Officials at the Federal Reserve have already announced they are undertaking an exhaustive review of their policies. Small wonder, the way things are turning out in 2019. It’s another year where they’ll have to apologize for so much over-optimism. Inflation hysteria seems like such a very long time ago, and so brief of a reprieve.

What should really bother central bank reviewers is why their econometric models are so susceptible to these ups and downs. If they are at all accurate, they wouldn’t be; they’d see them on the way up for what they are, and forecast the way down. For instance, as inflation hysteria built to its peak, the statistical processes really bought into it. Forecasts were raised, substantially, because they are just that subjective.

Math is supposed to be objective, but time and again these eurodollar events reveal the equations to be of little help; complete confirmation bias. When things start to go in the right direction, reflation, that direction is attributed to skillful monetary policies and then extrapolated far into the future.

Recovery is declared. Prematurely, every single time.

And then, for reasons the models don’t foresee, they don’t actually model the monetary system, poof, it’s gone again. Therefore, what actually moves these projections isn’t monetary policy or a firm grasp of the economy but effective monetary conditions no one bothers to reckon. Only, officials aren’t aware because by being slavish about their math they go back to busily reconfiguring their R* as if it matters.

Why in 2019 has the FOMC turned so far against their strong economy in 2018? The models have begun to discover the contours of Euro$ #4. When just the leading edges finally show up on ferbus, as I wrote earlier, it’s already a big problem.

The (rationally priced) bond market says this ain’t over, either. It’s just getting started.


▶ Assignment
Determine how many lines below hold the string "category". Reply with the number alone.

(Stored items)

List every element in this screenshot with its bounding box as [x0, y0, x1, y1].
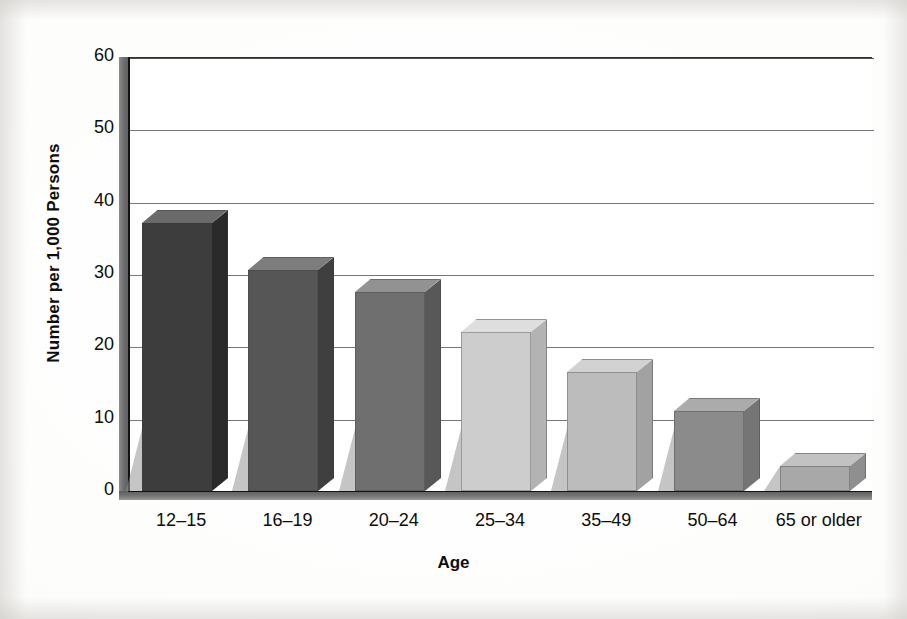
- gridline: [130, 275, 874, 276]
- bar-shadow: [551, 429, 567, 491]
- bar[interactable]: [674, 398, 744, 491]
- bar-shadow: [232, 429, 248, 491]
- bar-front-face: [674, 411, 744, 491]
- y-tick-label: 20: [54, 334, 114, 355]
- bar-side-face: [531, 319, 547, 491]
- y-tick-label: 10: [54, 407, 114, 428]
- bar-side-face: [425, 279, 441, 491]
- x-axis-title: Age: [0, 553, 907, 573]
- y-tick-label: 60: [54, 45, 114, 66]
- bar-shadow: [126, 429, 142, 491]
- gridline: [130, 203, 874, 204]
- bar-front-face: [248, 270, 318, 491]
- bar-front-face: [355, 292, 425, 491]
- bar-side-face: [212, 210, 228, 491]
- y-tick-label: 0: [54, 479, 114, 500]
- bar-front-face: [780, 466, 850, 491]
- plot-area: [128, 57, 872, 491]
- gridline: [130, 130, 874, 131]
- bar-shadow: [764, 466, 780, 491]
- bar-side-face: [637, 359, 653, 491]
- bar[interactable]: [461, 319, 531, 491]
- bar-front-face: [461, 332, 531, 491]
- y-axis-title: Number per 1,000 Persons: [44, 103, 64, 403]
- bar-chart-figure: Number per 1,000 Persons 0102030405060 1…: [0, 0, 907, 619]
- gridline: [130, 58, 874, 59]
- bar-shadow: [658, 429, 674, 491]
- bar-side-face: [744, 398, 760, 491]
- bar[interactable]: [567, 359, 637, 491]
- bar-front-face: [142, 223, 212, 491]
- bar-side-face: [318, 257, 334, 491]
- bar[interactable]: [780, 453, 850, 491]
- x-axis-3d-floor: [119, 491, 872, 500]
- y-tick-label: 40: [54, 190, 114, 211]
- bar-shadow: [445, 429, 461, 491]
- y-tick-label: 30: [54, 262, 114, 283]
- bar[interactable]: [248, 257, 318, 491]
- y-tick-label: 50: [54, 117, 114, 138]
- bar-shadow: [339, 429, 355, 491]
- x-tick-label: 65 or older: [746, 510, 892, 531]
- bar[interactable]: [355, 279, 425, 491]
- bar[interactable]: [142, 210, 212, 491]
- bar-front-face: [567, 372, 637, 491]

---

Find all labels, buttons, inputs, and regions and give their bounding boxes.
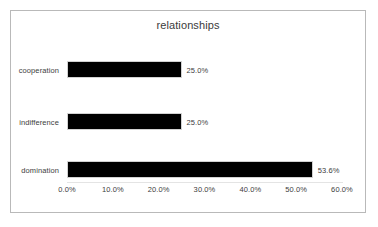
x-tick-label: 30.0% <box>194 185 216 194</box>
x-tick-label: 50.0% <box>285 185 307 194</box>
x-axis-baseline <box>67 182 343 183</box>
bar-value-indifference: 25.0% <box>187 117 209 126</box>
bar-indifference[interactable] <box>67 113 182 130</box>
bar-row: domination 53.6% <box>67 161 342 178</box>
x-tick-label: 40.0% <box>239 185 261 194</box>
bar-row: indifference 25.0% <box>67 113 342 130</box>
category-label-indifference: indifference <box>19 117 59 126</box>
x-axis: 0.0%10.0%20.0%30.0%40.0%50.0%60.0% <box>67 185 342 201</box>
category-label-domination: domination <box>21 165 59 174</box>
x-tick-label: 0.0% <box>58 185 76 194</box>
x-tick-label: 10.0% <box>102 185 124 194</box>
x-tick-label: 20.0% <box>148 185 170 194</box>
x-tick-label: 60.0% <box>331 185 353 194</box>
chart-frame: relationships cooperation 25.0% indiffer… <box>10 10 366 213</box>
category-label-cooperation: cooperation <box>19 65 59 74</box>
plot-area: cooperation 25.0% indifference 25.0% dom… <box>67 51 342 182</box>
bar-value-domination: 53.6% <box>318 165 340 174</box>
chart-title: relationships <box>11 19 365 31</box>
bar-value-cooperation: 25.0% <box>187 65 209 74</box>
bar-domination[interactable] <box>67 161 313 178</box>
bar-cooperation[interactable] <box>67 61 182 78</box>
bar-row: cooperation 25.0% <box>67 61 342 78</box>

▶ Response below
3